LPC Law Notes Criminal Litigation Notes
A collection of the best LPC Criminal Litigation notes the director of Oxbridge Notes (an Oxford law graduate) could find after combing through dozens of LPC samples from outstanding students with the highest results in England and carefully evaluating each on accuracy, formatting, logical structure, spelling/grammar, conciseness and "wow-factor".
In short these are what we believe to be the strongest set of Criminal Lit notes available in the UK this year. This collection of notes is fully up...
The following is a more accessible plain text extract of the PDF sample above, taken from our Criminal Litigation Notes. Due to the challenges of extracting text from PDFs, it will have odd formatting:
Criminal Litigation
At the Police Station – interview, Cautioning & rights to silence
1. Powers of Police
Code C = rules on detention; treatment & questioning of suspect
If code C is breached:
[i.e. defence can use breach to argue for inadmissible evidence]
S.76(2): If, in any proceedings where the prosecution proposes to give in evidence a confession made by an accused person, it is represented to the court that the confession was or may have been obtained— (a) By oppression of the person who made it; or (b) In consequence of anything said or done which was likely, in the circumstances existing at the time, to render unreliable any confession which might be made by him in consequence thereof, The court SHALL NOT ALLOW the confession to be given in evidence against him except in so far as the prosecution proves to the court beyond reasonable doubt that the confession (notwithstanding that it may be true) was not obtained as aforesaid If there is oppression = Court must exclude the evidence that was gained! This is mandatory. (as opposed to S.78 which is discretionary)

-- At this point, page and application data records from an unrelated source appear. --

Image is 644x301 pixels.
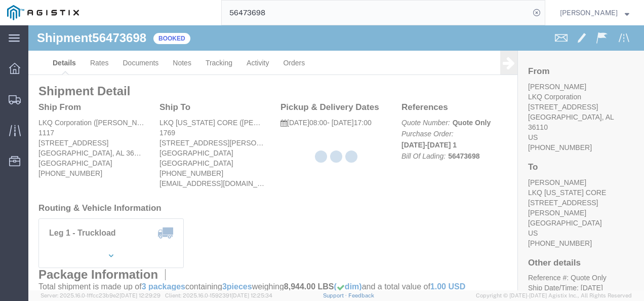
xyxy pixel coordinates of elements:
a: Support [323,292,348,298]
img: logo [7,5,79,20]
a: Feedback [348,292,374,298]
span: Nathan Seeley [560,7,617,18]
span: Copyright © [DATE]-[DATE] Agistix Inc., All Rights Reserved [476,292,632,300]
span: [DATE] 12:29:29 [119,292,161,298]
input: Search for shipment number, reference number [222,1,529,25]
span: Server: 2025.16.0-1ffcc23b9e2 [41,292,161,298]
button: [PERSON_NAME] [559,7,630,19]
span: [DATE] 12:25:34 [231,292,273,298]
span: Client: 2025.16.0-1592391 [165,292,273,298]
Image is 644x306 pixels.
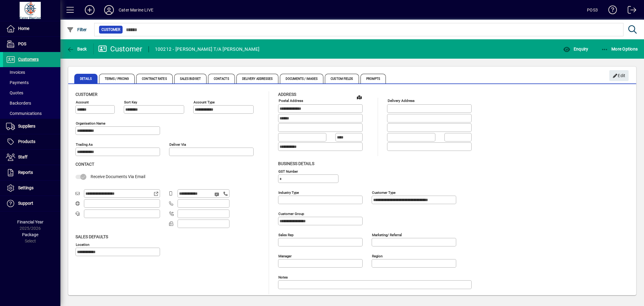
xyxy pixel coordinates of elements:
span: Products [18,139,35,144]
div: POS3 [587,5,597,15]
mat-label: Trading as [76,142,93,147]
div: Customer [98,44,143,54]
a: Knowledge Base [603,1,617,21]
span: Package [22,232,38,237]
mat-label: Customer type [372,190,396,194]
mat-label: Customer group [278,212,304,215]
a: Settings [3,180,60,196]
span: Business details [278,161,314,166]
a: Reports [3,165,60,180]
a: POS [3,37,60,52]
button: Add [80,4,99,15]
span: Enquiry [563,47,588,52]
span: Customer [101,26,120,32]
mat-label: Region [372,254,382,258]
mat-label: Manager [278,254,291,258]
span: Payments [6,80,29,85]
button: Send SMS [210,187,224,202]
span: Contact [76,162,94,166]
span: Settings [18,185,33,190]
span: Support [18,201,33,205]
a: Invoices [3,67,60,77]
a: Staff [3,149,60,165]
span: Sales Budget [174,74,206,84]
a: Quotes [3,88,60,98]
span: Reports [18,170,33,175]
span: Address [278,92,296,97]
mat-label: Notes [278,275,287,279]
mat-label: Location [76,242,89,246]
span: Custom Fields [325,74,359,84]
mat-label: Marketing/ Referral [372,232,402,237]
span: Home [18,26,29,31]
span: Documents / Images [280,74,323,84]
mat-label: Industry type [278,190,299,194]
span: Contract Rates [136,74,172,84]
span: Back [67,47,87,52]
span: Customers [18,57,38,62]
button: More Options [600,43,639,54]
span: Details [74,74,98,84]
button: Back [65,43,88,54]
button: Edit [609,70,628,81]
button: Profile [99,4,118,15]
span: POS [18,41,26,46]
a: Support [3,196,60,211]
span: Receive Documents Via Email [91,174,145,179]
span: Delivery Addresses [236,74,279,84]
a: Payments [3,77,60,88]
mat-label: Sales rep [278,232,293,237]
div: Cater Marine LIVE [118,5,153,15]
span: Customer [76,92,98,97]
span: Backorders [6,101,31,105]
app-page-header-button: Back [60,43,94,54]
span: Filter [67,27,87,32]
span: Financial Year [17,219,43,224]
a: Products [3,134,60,149]
div: 100212 - [PERSON_NAME] T/A [PERSON_NAME] [155,44,259,54]
a: Backorders [3,98,60,108]
span: Contacts [208,74,235,84]
span: Terms / Pricing [99,74,135,84]
mat-label: GST Number [278,169,298,173]
span: Quotes [6,91,23,95]
span: Sales defaults [76,234,108,239]
a: Suppliers [3,119,60,134]
span: Staff [18,154,27,159]
mat-label: Deliver via [170,142,186,147]
mat-label: Organisation name [76,121,105,125]
a: Home [3,21,60,36]
span: Invoices [6,70,25,75]
span: Edit [612,71,625,81]
mat-label: Account Type [194,100,214,104]
mat-label: Account [76,100,89,104]
a: Logout [623,1,636,21]
a: View on map [354,92,364,102]
span: Suppliers [18,124,35,129]
mat-label: Sort key [124,100,137,104]
span: Prompts [360,74,386,84]
button: Enquiry [561,43,589,54]
span: More Options [601,47,638,52]
button: Filter [65,24,88,35]
span: Communications [6,111,42,116]
a: Communications [3,108,60,119]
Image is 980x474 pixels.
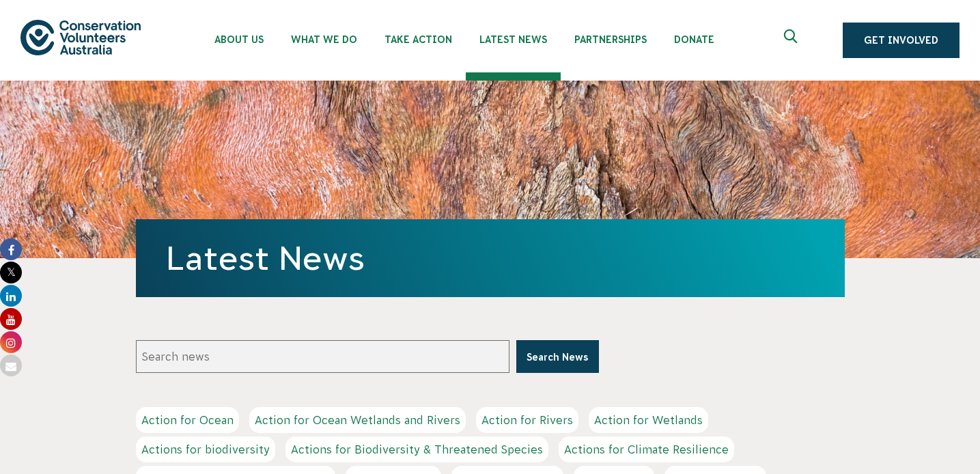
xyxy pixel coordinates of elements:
[214,34,264,45] span: About Us
[249,407,466,433] a: Action for Ocean Wetlands and Rivers
[476,407,578,433] a: Action for Rivers
[20,20,141,55] img: logo.svg
[286,437,548,462] a: Actions for Biodiversity & Threatened Species
[517,340,599,373] button: Search News
[136,437,275,462] a: Actions for biodiversity
[674,34,714,45] span: Donate
[136,340,509,373] input: Search news
[136,407,239,433] a: Action for Ocean
[776,24,809,57] button: Expand search box Close search box
[575,34,647,45] span: Partnerships
[291,34,357,45] span: What We Do
[784,29,801,51] span: Expand search box
[843,23,960,58] a: Get Involved
[559,437,734,462] a: Actions for Climate Resilience
[479,34,547,45] span: Latest News
[588,407,708,433] a: Action for Wetlands
[384,34,452,45] span: Take Action
[166,240,365,277] a: Latest News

S.78(1) In any proceedings the court MAY refuse to allow evidence on which the prosecution proposes to rely to be given if it appears to the court that, having regard to all the circumstances, including the circumstances in which the evidence was obtained, the admission of the evidence would have such an adverse effect on the fairness of the proceedings that the court ought not to admit it. Breach S.78 = Judge has DISCRETION to exclude the evidence. |
---|
2. Cautioning
Alternatives to being charged |
| |
---|---|---|
What is a Caution? | Definition and purpose: a formal warning; the aim is to rehabilitate. Status: not a conviction; But record of the caution is kept – it may be relevant to a sentence in the future if client goes onto commit another offence. Two kinds of caution =
| |
Pre-conditions of conditional caution |
| |
Necessary steps to implement the caution: |
| |
Arguments in favor of caution vs. arguments in favor of prosecution | Code for Crown Prosecution Basic Question: Is the prosecution sure that the public interest factors in favor of prosecution outweigh the public interest factors tending against prosecution. If Yes proceed to charge. [I.E. it is in the public interest to prosecute client or pursue out-of-court disposal.] Exam technique =
Conditional caution!
|
3....
Buy the full version of these notes or essay plans and more in our Criminal Litigation Notes.
A collection of the best LPC Criminal Litigation notes the director of Oxbridge Notes (an Oxford law graduate) could find after combing through dozens of LPC samples from outstanding students with the highest results in England and carefully evaluating each on accuracy, formatting, logical structure, spelling/grammar, conciseness and "wow-factor".
In short these are what we believe to be the strongest set of Criminal Lit notes available in the UK this year. This collection of notes is fully up...
Ask questions 🙋 Get answers 📔 It's simple 👁️👄👁️
Our AI is educated by the highest scoring students across all subjects and schools. Join hundreds of your peers today.